Susan studied the message left by her sister. He is very attractive, she thought. Hmmm.

Corey Marcus, her twelve-year-old patient, tested well. But as they talked, Susan was reminded that psychology involves the emotions more than the intellect. The boy's parents had been divorced when he was two, but they had continued to live near each other, had stayed friendly, and for ten years he had gone comfortably from home to home. But now his mother had been offered a job in San Francisco, and the comfortable arrangement was suddenly threatened.

Corey struggled to blink back tears as he said, "I know she wants to take the job, but if she does, it means I won't see much of my dad."

Intellectually, he appreciated what this job opportunity meant to his mother's career.
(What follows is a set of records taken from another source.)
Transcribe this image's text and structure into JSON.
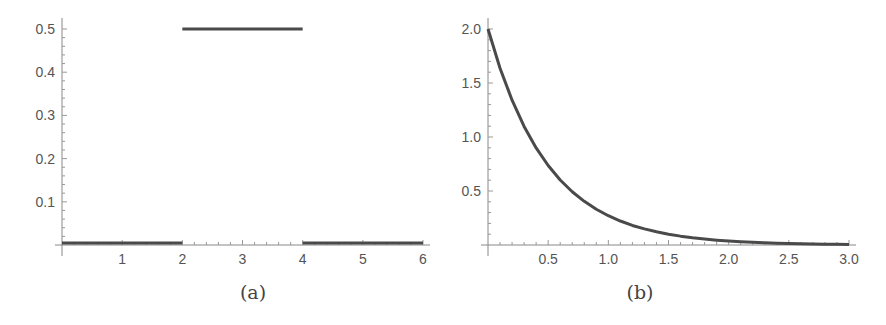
{
  "chart_data": [
    {
      "type": "line",
      "panel": "a",
      "caption": "(a)",
      "title": "",
      "xlabel": "",
      "ylabel": "",
      "xlim": [
        0,
        6
      ],
      "ylim": [
        0,
        0.5
      ],
      "x_ticks": [
        1,
        2,
        3,
        4,
        5,
        6
      ],
      "x_tick_labels": [
        "1",
        "2",
        "3",
        "4",
        "5",
        "6"
      ],
      "y_ticks": [
        0.1,
        0.2,
        0.3,
        0.4,
        0.5
      ],
      "y_tick_labels": [
        "0.1",
        "0.2",
        "0.3",
        "0.4",
        "0.5"
      ],
      "x_minor_step": 0.2,
      "y_minor_step": 0.02,
      "grid": false,
      "series": [
        {
          "name": "piecewise uniform density",
          "segments": [
            {
              "x": [
                0,
                2
              ],
              "y": [
                0,
                0
              ]
            },
            {
              "x": [
                2,
                4
              ],
              "y": [
                0.5,
                0.5
              ]
            },
            {
              "x": [
                4,
                6
              ],
              "y": [
                0,
                0
              ]
            }
          ],
          "color": "#4a4a4a"
        }
      ]
    },
    {
      "type": "line",
      "panel": "b",
      "caption": "(b)",
      "title": "",
      "xlabel": "",
      "ylabel": "",
      "xlim": [
        0,
        3
      ],
      "ylim": [
        0,
        2
      ],
      "x_ticks": [
        0.5,
        1.0,
        1.5,
        2.0,
        2.5,
        3.0
      ],
      "x_tick_labels": [
        "0.5",
        "1.0",
        "1.5",
        "2.0",
        "2.5",
        "3.0"
      ],
      "y_ticks": [
        0.5,
        1.0,
        1.5,
        2.0
      ],
      "y_tick_labels": [
        "0.5",
        "1.0",
        "1.5",
        "2.0"
      ],
      "x_minor_step": 0.1,
      "y_minor_step": 0.1,
      "grid": false,
      "series": [
        {
          "name": "exponential density 2e^(-2x)",
          "x": [
            0,
            0.1,
            0.2,
            0.3,
            0.4,
            0.5,
            0.6,
            0.7,
            0.8,
            0.9,
            1.0,
            1.1,
            1.2,
            1.3,
            1.4,
            1.5,
            1.6,
            1.7,
            1.8,
            1.9,
            2.0,
            2.1,
            2.2,
            2.3,
            2.4,
            2.5,
            2.6,
            2.7,
            2.8,
            2.9,
            3.0
          ],
          "y": [
            2.0,
            1.637,
            1.341,
            1.098,
            0.899,
            0.736,
            0.602,
            0.493,
            0.404,
            0.331,
            0.271,
            0.222,
            0.181,
            0.149,
            0.122,
            0.1,
            0.082,
            0.067,
            0.055,
            0.045,
            0.037,
            0.03,
            0.025,
            0.02,
            0.016,
            0.013,
            0.011,
            0.009,
            0.007,
            0.006,
            0.005
          ],
          "color": "#4a4a4a"
        }
      ]
    }
  ]
}
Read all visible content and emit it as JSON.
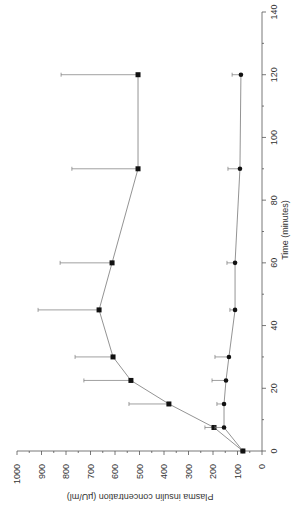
{
  "chart_data": {
    "type": "line",
    "orientation": "rotated 90 degrees (time axis vertical on right, insulin axis horizontal at bottom)",
    "title": "",
    "xlabel": "Time (minutes)",
    "ylabel": "Plasma insulin concentration (µU/ml)",
    "xlim": [
      0,
      140
    ],
    "ylim": [
      0,
      1000
    ],
    "x_ticks": [
      0,
      20,
      40,
      60,
      80,
      100,
      120,
      140
    ],
    "y_ticks": [
      0,
      100,
      200,
      300,
      400,
      500,
      600,
      700,
      800,
      900,
      1000
    ],
    "grid": false,
    "legend": null,
    "series": [
      {
        "name": "Squares",
        "marker": "square",
        "x": [
          0,
          7.5,
          15,
          22.5,
          30,
          45,
          60,
          90,
          120
        ],
        "values": [
          78,
          196,
          380,
          535,
          608,
          665,
          612,
          506,
          506
        ],
        "error_plus": [
          0,
          37,
          163,
          192,
          155,
          249,
          212,
          270,
          314
        ]
      },
      {
        "name": "Circles",
        "marker": "circle",
        "x": [
          0,
          7.5,
          15,
          22.5,
          30,
          45,
          60,
          90,
          120
        ],
        "values": [
          78,
          155,
          155,
          147,
          135,
          110,
          110,
          90,
          86
        ],
        "error_plus": [
          0,
          37,
          29,
          57,
          57,
          21,
          33,
          49,
          36
        ]
      }
    ]
  },
  "labels": {
    "xlabel": "Time (minutes)",
    "ylabel": "Plasma insulin concentration (µU/ml)"
  }
}
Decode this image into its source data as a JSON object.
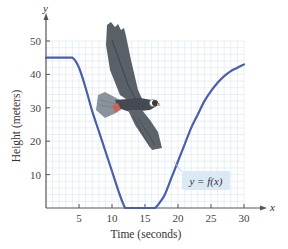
{
  "chart_data": {
    "type": "line",
    "title": "",
    "xlabel": "Time (seconds)",
    "ylabel": "Height (meters)",
    "x_axis_var": "x",
    "y_axis_var": "y",
    "xlim": [
      0,
      30
    ],
    "ylim": [
      0,
      50
    ],
    "x_ticks": [
      5,
      10,
      15,
      20,
      25,
      30
    ],
    "y_ticks": [
      10,
      20,
      30,
      40,
      50
    ],
    "grid": true,
    "legend": {
      "label": "y = f(x)",
      "position": "inside-lower-right"
    },
    "series": [
      {
        "name": "y = f(x)",
        "color": "#4a5fa8",
        "x": [
          0,
          2,
          4,
          5,
          6,
          7,
          8,
          9,
          10,
          11,
          12,
          13,
          14,
          15,
          16,
          16.5,
          17,
          18,
          19,
          20,
          21,
          22,
          23,
          24,
          25,
          26,
          27,
          28,
          29,
          30
        ],
        "y": [
          45,
          45,
          45,
          42,
          36,
          29,
          23,
          17,
          11,
          5,
          0,
          0,
          0,
          0,
          0,
          0,
          1,
          4,
          9,
          14,
          19,
          24,
          28,
          32,
          35,
          37.5,
          39.5,
          41,
          42,
          43
        ]
      }
    ],
    "annotations": [
      "illustration of a soaring hawk above the curve"
    ]
  },
  "labels": {
    "y_var": "y",
    "x_var": "x",
    "y_title": "Height (meters)",
    "x_title": "Time (seconds)",
    "legend": "y = f(x)",
    "yt50": "50",
    "yt40": "40",
    "yt30": "30",
    "yt20": "20",
    "yt10": "10",
    "xt5": "5",
    "xt10": "10",
    "xt15": "15",
    "xt20": "20",
    "xt25": "25",
    "xt30": "30"
  },
  "colors": {
    "curve": "#4a5fa8",
    "grid": "#d6e4f0",
    "axis": "#555555",
    "legend_bg": "#dbe9f4"
  }
}
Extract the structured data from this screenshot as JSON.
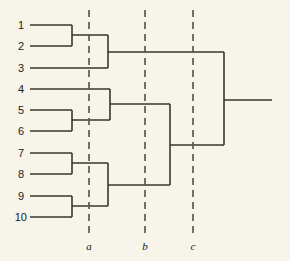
{
  "figure": {
    "type": "dendrogram",
    "background_color": "#f7f4e9",
    "line_color": "#3a3629",
    "cut_line_color": "#5d5948",
    "width": 290,
    "height": 261
  },
  "leaves": [
    {
      "label": "1",
      "y": 25,
      "x_start": 30
    },
    {
      "label": "2",
      "y": 46,
      "x_start": 30
    },
    {
      "label": "3",
      "y": 68,
      "x_start": 30
    },
    {
      "label": "4",
      "y": 89,
      "x_start": 30
    },
    {
      "label": "5",
      "y": 110,
      "x_start": 30
    },
    {
      "label": "6",
      "y": 131,
      "x_start": 30
    },
    {
      "label": "7",
      "y": 153,
      "x_start": 30
    },
    {
      "label": "8",
      "y": 174,
      "x_start": 30
    },
    {
      "label": "9",
      "y": 196,
      "x_start": 30
    },
    {
      "label": "10",
      "y": 217,
      "x_start": 30
    }
  ],
  "label_x": {
    "single_digit": 24,
    "double_digit": 27
  },
  "merges": [
    {
      "name": "merge-1-2",
      "x": 72,
      "y_top": 25,
      "y_bottom": 46
    },
    {
      "name": "merge-12-3",
      "x": 108,
      "y_top": 35,
      "y_bottom": 68
    },
    {
      "name": "merge-5-6",
      "x": 72,
      "y_top": 110,
      "y_bottom": 131
    },
    {
      "name": "merge-4-56",
      "x": 110,
      "y_top": 89,
      "y_bottom": 120
    },
    {
      "name": "merge-7-8",
      "x": 72,
      "y_top": 153,
      "y_bottom": 174
    },
    {
      "name": "merge-9-10",
      "x": 72,
      "y_top": 196,
      "y_bottom": 217
    },
    {
      "name": "merge-78-910",
      "x": 108,
      "y_top": 163,
      "y_bottom": 206
    },
    {
      "name": "merge-456-78910",
      "x": 170,
      "y_top": 104,
      "y_bottom": 185
    },
    {
      "name": "merge-root",
      "x": 224,
      "y_top": 52,
      "y_bottom": 145
    }
  ],
  "connectors": [
    {
      "name": "connector-12-to-123",
      "y": 35,
      "x_from": 72,
      "x_to": 108
    },
    {
      "name": "connector-123-to-root",
      "y": 52,
      "x_from": 108,
      "x_to": 224
    },
    {
      "name": "connector-56-to-456",
      "y": 120,
      "x_from": 72,
      "x_to": 110
    },
    {
      "name": "connector-456-to-join",
      "y": 104,
      "x_from": 110,
      "x_to": 170
    },
    {
      "name": "connector-78-to-78910",
      "y": 163,
      "x_from": 72,
      "x_to": 108
    },
    {
      "name": "connector-910-to-78910",
      "y": 206,
      "x_from": 72,
      "x_to": 108
    },
    {
      "name": "connector-78910-to-join",
      "y": 185,
      "x_from": 108,
      "x_to": 170
    },
    {
      "name": "connector-join-to-root",
      "y": 145,
      "x_from": 170,
      "x_to": 224
    },
    {
      "name": "connector-root-stem",
      "y": 100,
      "x_from": 224,
      "x_to": 272
    }
  ],
  "cut_lines": [
    {
      "label": "a",
      "x": 89,
      "y_top": 10,
      "y_bottom": 238,
      "label_y": 250
    },
    {
      "label": "b",
      "x": 145,
      "y_top": 10,
      "y_bottom": 238,
      "label_y": 250
    },
    {
      "label": "c",
      "x": 193,
      "y_top": 10,
      "y_bottom": 238,
      "label_y": 250
    }
  ]
}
Emotionally, he hoped she would turn down the job rather than separate him from his father.

"What do you think she should do?" Susan asked.

He thought for a moment. "I guess Mom really should take the job. It's not fair for her to have to pass it up."

What a good kid, Susan thought. Now her job was to help him put a positive spin on the change the move would make in his life.

Esther Foster, the sixty-five-year-old soon-to-be retiree who came in at two o'clock, looked drawn and pale. "Two weeks till the big party, translated as 'clean out your desk, Essy.' " Her face crumbled. "I've given my life to this job, Dr. Chandler," she said. "I recently ran into a man I could have married who now is very successful. He and his wife have a wonderful life together."

"Are you saying you're sorry you didn't marry him?" Susan asked quietly.

"Yes, I am!"

Susan looked steadily into Esther Foster's eyes. After a moment a hint of a smile pulled at the corners of the woman's mouth. "He was dull as dishwater then, and he hasn't improved that much since, Dr. Chandler," she admitted. "But at least I wouldn't be alone."

"Let's define the meaning of alone,'" Susan suggested.

When Esther Foster left at quarter of three, Janet appeared with a container of chicken soup and a package of crackers.

Less than a minute later, Janet informed her that Regina Clausen's mother and her attorney, Douglas Layton, were in the reception area.

"Put them in the conference room," Susan directed. "I'll see them there."

Jane Clausen looked very much the same as she had when Susan had glimpsed her in the office of the Westchester County District Attorney. Impeccably dressed in a black suit that must have cost the moon, gray hair perfectly coiffed, she had about her an air of reserve that, like her slender hands and ankles, suggested breeding.

The lawyer, who had been so sharp on the telephone this morning, seemed almost apologetic. "Dr. Chandler, I hope we're not intruding. Mrs. Clausen has something important to show you, and she'd very much like having the opportunity to meet the woman who called in on your program this morning."